Elon Musk is another step closer to Mars after his company SpaceX successfully fired up its SN20 Starship prototype for the first time.
The 165ft-tall rocket roared into life ahead of its highly-anticipated debut test flight in the coming months.
Starship is a fully reusable rocket and spacecraft combination capable of ferrying up to 100 people to the Red Planet.
It has also been chosen by NASA as the basis for a lunar lander that will carry the next man and the first woman down to the moon’s surface as part of the space agency’s Artemis programme.
The Starship Serial Number 20 (SN20) craft is being prepped for an orbital flight and the brief ‘static fire’ test was seen as an important milestone in its development.
A step closer to lift-off: Elon Musk is another step closer to Mars after his SpaceX company successfully fired up its SN20 Starship prototype for the first time


In August, SpaceX stacked its Starship onto of the Super Heavy booster for the first time

The test took place at 20:16 EDT on Thursday at SpaceX’s Starbase facility, near the Texas town of Boca Chica, and initially involved the firing of one of SN20’s two giant Raptor engines

The rocket roared into life ahead of its highly-anticipated first test flight in the coming months
It took place at 20:16 EDT on Thursday (01:16 BST Friday) at SpaceX’s Starbase facility, near the south Texas town of Boca Chica, and initially involved the firing of one of SN20’s two giant Raptor engines.
SpaceX posted a video of the test on Twitter, writing: ‘First firing of a Raptor vacuum engine integrated onto a Starship.’
The ‘vacuum’ Raptor is optimised to operate in space, while SN20 also has a standard ‘sea-level’ version.
At 21:18 EDT (02:18 BST Friday), a second ‘static fire’ test was carried out that looked brighter and more powerful than the first. It is thought to have involved both Raptors, although SpaceX has not confirmed this.
On Monday, Musk’s company also carried out a test of the vehicle’s pre-burners, which heat and mix the Raptor engines’ liquid methane and liquid oxygen propellants.
Starship consists of two parts: a spacecraft that is also called Starship and a massive first-stage booster that it sits atop, known as Super Heavy.
The combined system will stand 394ft (120m) tall, making it the tallest rocket in history. When factoring in the 75ft orbital launch stand, it makes the whole thing larger than the Great Pyramid in Giza.
Both vehicles will be powered by Raptor engines — six for the final Starship and 29 for Super Heavy.
SN20 will have three standard Raptors and three vacuum versions when it blasts off into orbit for the first time, which had been expected to take place later this year.
It will see the prototype, as well as a Super Heavy known as Booster 4, launch from Starbase before the rocket splashes down in the Gulf of Mexico, about 20 miles (32 km) from the launch pad.
After reaching orbit, the plan is for SN20 to eventually return to Earth off the Hawaiian island of Kauai.
However, a spanner in the works is that the Federal Aviation Administration (FAA) is conducting an environmental assessment of Starship’s orbital launch site.
Officials recently released a draft version of their assessment but more work needs to be done, including accepting public comments up until November 1, before it publishes the final report.

Starship requires the booster stage to reach orbit. When combined the two reach a whopping 394ft tall, larger than the Statue of Liberty and its full plinth

How other rockets compare: The fully reusable Starship will be able to carry a payload of more than 220,000lb into low Earth orbit, making it the largest rocket ever created

Ambitious: Musk, the CEO and co-founder of SpaceX, has calculated that to reach his goal of putting one million humans on Mars by the mid-2020s, his Starship rockets would need to conduct around three flights a day and a total of 1,000 flights a year
This could delay the Starship programme’s first orbital test flight.
SpaceX has yet to announce a date for the launch, but a filing with the Federal Communications Commission (FCC) states that it is targeting a six-month period as of June 20.
The filing also revealed how the orbital launch would play out, starting with the Super Heavy booster taking off and firing for 169 seconds, before allowing Starship to take its own journey.
Musk, the CEO and co-founder of SpaceX, has calculated that to reach his very ambitious goal of putting one million humans on Mars by the mid-2020s, his Starship rockets would need to conduct around three flights a day and a total of 1,000 flights a year.
SpaceX has completed several tests on the 160-foot Starship upper stage, with the most recent, SN15, landing on the launch pad after a short high-altitude flight.
One of SpaceX’s key goals is to ensure that the Starship rockets are reusable, and future tests will see both stages return to the launch pad, rather than the ocean.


*YOUR TASK*: Your copy should match the entries exactly, with no images carried over.

--- WORKING DATA Enclosed Below ---

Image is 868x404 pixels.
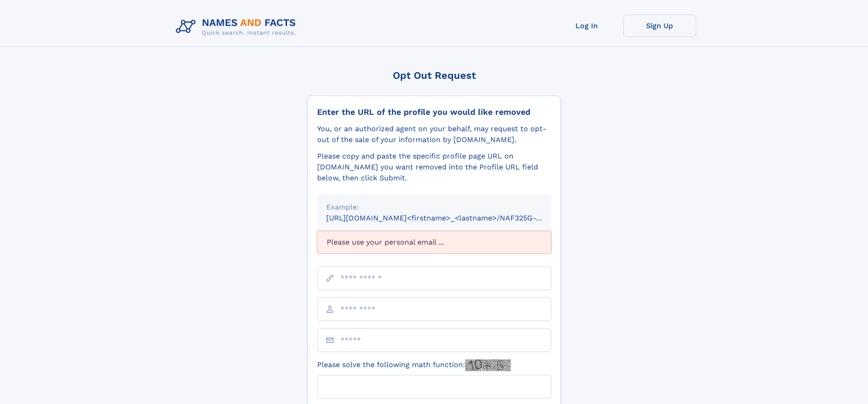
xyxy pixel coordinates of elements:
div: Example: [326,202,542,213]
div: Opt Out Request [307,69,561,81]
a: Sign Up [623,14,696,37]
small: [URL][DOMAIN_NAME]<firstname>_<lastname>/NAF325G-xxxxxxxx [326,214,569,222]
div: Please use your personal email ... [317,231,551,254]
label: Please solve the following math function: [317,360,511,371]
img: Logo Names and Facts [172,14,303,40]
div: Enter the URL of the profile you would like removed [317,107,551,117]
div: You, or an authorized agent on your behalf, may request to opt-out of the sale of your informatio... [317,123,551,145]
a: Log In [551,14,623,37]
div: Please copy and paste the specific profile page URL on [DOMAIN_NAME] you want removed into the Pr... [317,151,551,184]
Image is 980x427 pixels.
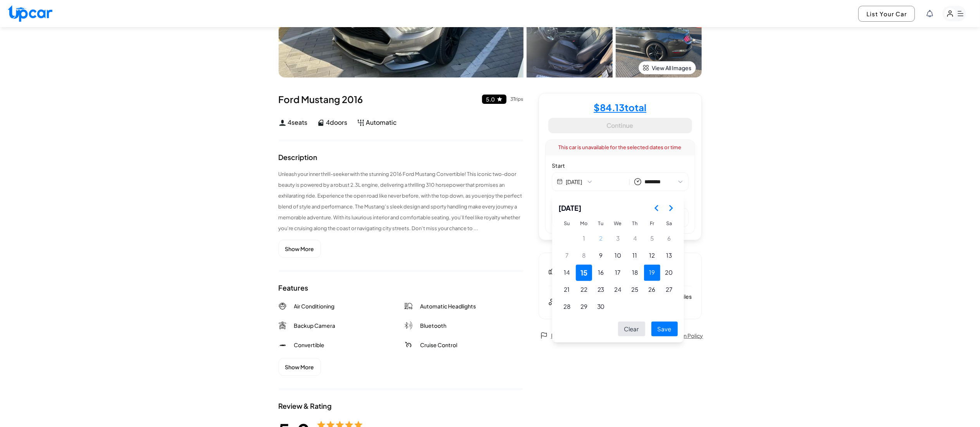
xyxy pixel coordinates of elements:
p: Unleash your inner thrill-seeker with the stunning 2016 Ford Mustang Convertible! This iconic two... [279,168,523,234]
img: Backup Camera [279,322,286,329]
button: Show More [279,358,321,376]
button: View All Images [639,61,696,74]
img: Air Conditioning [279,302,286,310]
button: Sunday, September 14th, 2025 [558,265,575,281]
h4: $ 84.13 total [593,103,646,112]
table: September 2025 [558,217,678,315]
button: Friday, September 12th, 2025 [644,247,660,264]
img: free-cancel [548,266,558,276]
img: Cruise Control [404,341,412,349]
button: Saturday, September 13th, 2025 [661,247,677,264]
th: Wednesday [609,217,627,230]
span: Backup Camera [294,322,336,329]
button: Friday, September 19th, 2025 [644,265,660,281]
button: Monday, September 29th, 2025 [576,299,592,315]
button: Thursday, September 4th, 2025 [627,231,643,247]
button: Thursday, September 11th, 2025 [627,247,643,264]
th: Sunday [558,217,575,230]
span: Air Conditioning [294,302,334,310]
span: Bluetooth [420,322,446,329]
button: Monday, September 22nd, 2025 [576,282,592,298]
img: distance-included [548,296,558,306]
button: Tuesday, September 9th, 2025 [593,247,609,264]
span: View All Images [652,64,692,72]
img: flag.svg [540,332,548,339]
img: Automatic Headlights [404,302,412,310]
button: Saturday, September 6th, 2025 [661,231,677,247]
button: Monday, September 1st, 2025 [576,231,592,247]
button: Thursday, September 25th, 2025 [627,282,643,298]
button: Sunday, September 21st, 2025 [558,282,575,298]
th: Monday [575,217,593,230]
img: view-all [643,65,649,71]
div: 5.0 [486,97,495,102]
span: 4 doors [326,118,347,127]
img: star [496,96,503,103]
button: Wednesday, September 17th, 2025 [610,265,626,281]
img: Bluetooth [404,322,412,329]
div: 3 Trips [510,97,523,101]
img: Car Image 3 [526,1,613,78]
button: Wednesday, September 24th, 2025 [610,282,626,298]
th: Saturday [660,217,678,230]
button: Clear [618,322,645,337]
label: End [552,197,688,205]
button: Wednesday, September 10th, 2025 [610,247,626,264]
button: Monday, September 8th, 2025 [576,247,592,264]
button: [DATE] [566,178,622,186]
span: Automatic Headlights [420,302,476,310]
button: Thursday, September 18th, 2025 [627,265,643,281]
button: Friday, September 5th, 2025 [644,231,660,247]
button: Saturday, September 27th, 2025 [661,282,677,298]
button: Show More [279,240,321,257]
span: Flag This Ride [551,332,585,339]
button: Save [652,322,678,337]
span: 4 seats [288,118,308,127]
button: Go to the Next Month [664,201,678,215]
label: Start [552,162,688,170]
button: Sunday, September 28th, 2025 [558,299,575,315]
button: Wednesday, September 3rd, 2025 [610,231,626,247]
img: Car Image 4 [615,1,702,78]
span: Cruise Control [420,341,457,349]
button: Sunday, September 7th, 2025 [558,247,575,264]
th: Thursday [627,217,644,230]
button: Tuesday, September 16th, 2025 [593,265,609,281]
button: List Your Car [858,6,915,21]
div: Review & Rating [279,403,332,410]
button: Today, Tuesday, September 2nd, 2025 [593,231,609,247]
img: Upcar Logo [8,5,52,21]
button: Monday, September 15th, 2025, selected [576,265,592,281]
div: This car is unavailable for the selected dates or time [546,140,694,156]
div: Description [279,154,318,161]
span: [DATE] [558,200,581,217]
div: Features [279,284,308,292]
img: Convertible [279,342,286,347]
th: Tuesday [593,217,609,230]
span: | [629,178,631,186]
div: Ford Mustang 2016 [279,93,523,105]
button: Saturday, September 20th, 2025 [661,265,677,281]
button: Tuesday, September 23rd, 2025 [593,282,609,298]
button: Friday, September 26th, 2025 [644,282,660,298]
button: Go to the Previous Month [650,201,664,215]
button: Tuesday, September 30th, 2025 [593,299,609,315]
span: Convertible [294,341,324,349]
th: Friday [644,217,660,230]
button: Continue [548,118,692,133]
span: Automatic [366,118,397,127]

--- End of Enclosed WORKING DATA ---

*EXERCISE OUTPUT*:
Image is 868x404 pixels.
xyxy pixel coordinates of elements:
div: Example: [326,202,542,213]
div: Opt Out Request [307,69,561,81]
a: Sign Up [623,14,696,37]
small: [URL][DOMAIN_NAME]<firstname>_<lastname>/NAF325G-xxxxxxxx [326,214,569,222]
div: Please use your personal email ... [317,231,551,254]
label: Please solve the following math function: [317,360,511,371]
img: Logo Names and Facts [172,14,303,40]
div: Enter the URL of the profile you would like removed [317,107,551,117]
div: You, or an authorized agent on your behalf, may request to opt-out of the sale of your informatio... [317,123,551,145]
a: Log In [551,14,623,37]
div: Please copy and paste the specific profile page URL on [DOMAIN_NAME] you want removed into the Pr... [317,151,551,184]
Image is 980x427 pixels.
xyxy pixel coordinates of elements:
p: Unleash your inner thrill-seeker with the stunning 2016 Ford Mustang Convertible! This iconic two... [279,168,523,234]
img: Backup Camera [279,322,286,329]
button: Show More [279,358,321,376]
button: View All Images [639,61,696,74]
img: Air Conditioning [279,302,286,310]
button: Sunday, September 14th, 2025 [558,265,575,281]
h4: $ 84.13 total [593,103,646,112]
table: September 2025 [558,217,678,315]
button: Friday, September 12th, 2025 [644,247,660,264]
img: free-cancel [548,266,558,276]
img: Cruise Control [404,341,412,349]
button: Saturday, September 13th, 2025 [661,247,677,264]
th: Wednesday [609,217,627,230]
span: Backup Camera [294,322,336,329]
button: Friday, September 19th, 2025 [644,265,660,281]
button: Monday, September 29th, 2025 [576,299,592,315]
button: Thursday, September 4th, 2025 [627,231,643,247]
button: Thursday, September 11th, 2025 [627,247,643,264]
th: Sunday [558,217,575,230]
span: Air Conditioning [294,302,334,310]
span: Bluetooth [420,322,446,329]
button: Monday, September 22nd, 2025 [576,282,592,298]
img: distance-included [548,296,558,306]
button: Tuesday, September 9th, 2025 [593,247,609,264]
span: View All Images [652,64,692,72]
img: flag.svg [540,332,548,339]
img: Automatic Headlights [404,302,412,310]
button: Saturday, September 6th, 2025 [661,231,677,247]
button: Monday, September 1st, 2025 [576,231,592,247]
button: Thursday, September 25th, 2025 [627,282,643,298]
button: Sunday, September 21st, 2025 [558,282,575,298]
th: Monday [575,217,593,230]
img: view-all [643,65,649,71]
div: 5.0 [486,97,495,102]
span: 4 doors [326,118,347,127]
img: star [496,96,503,103]
button: Wednesday, September 17th, 2025 [610,265,626,281]
img: Bluetooth [404,322,412,329]
div: 3 Trips [510,97,523,101]
img: Car Image 3 [526,1,613,78]
button: Wednesday, September 24th, 2025 [610,282,626,298]
th: Saturday [660,217,678,230]
button: Clear [618,322,645,337]
label: End [552,197,688,205]
button: Wednesday, September 10th, 2025 [610,247,626,264]
button: Monday, September 8th, 2025 [576,247,592,264]
button: [DATE] [566,178,622,186]
span: Automatic Headlights [420,302,476,310]
button: Thursday, September 18th, 2025 [627,265,643,281]
button: Friday, September 5th, 2025 [644,231,660,247]
button: Saturday, September 27th, 2025 [661,282,677,298]
button: Show More [279,240,321,257]
span: Flag This Ride [551,332,585,339]
button: Save [652,322,678,337]
span: 4 seats [288,118,308,127]
button: Go to the Next Month [664,201,678,215]
label: Start [552,162,688,170]
button: Sunday, September 28th, 2025 [558,299,575,315]
button: Wednesday, September 3rd, 2025 [610,231,626,247]
img: Car Image 4 [615,1,702,78]
span: Cruise Control [420,341,457,349]
button: Sunday, September 7th, 2025 [558,247,575,264]
th: Thursday [627,217,644,230]
button: Tuesday, September 16th, 2025 [593,265,609,281]
button: List Your Car [858,6,915,21]
div: Review & Rating [279,403,332,410]
button: Today, Tuesday, September 2nd, 2025 [593,231,609,247]
img: Upcar Logo [8,5,52,21]
button: Monday, September 15th, 2025, selected [576,265,592,281]
div: This car is unavailable for the selected dates or time [546,140,694,156]
div: Description [279,154,318,161]
span: [DATE] [558,200,581,217]
div: Features [279,284,308,292]
img: Convertible [279,342,286,347]
th: Tuesday [593,217,609,230]
span: | [629,178,631,186]
div: Ford Mustang 2016 [279,93,523,105]
button: Saturday, September 20th, 2025 [661,265,677,281]
button: Tuesday, September 23rd, 2025 [593,282,609,298]
button: Friday, September 26th, 2025 [644,282,660,298]
button: Go to the Previous Month [650,201,664,215]
button: Tuesday, September 30th, 2025 [593,299,609,315]
span: Convertible [294,341,324,349]
th: Friday [644,217,660,230]
button: Continue [548,118,692,133]
span: Automatic [366,118,397,127]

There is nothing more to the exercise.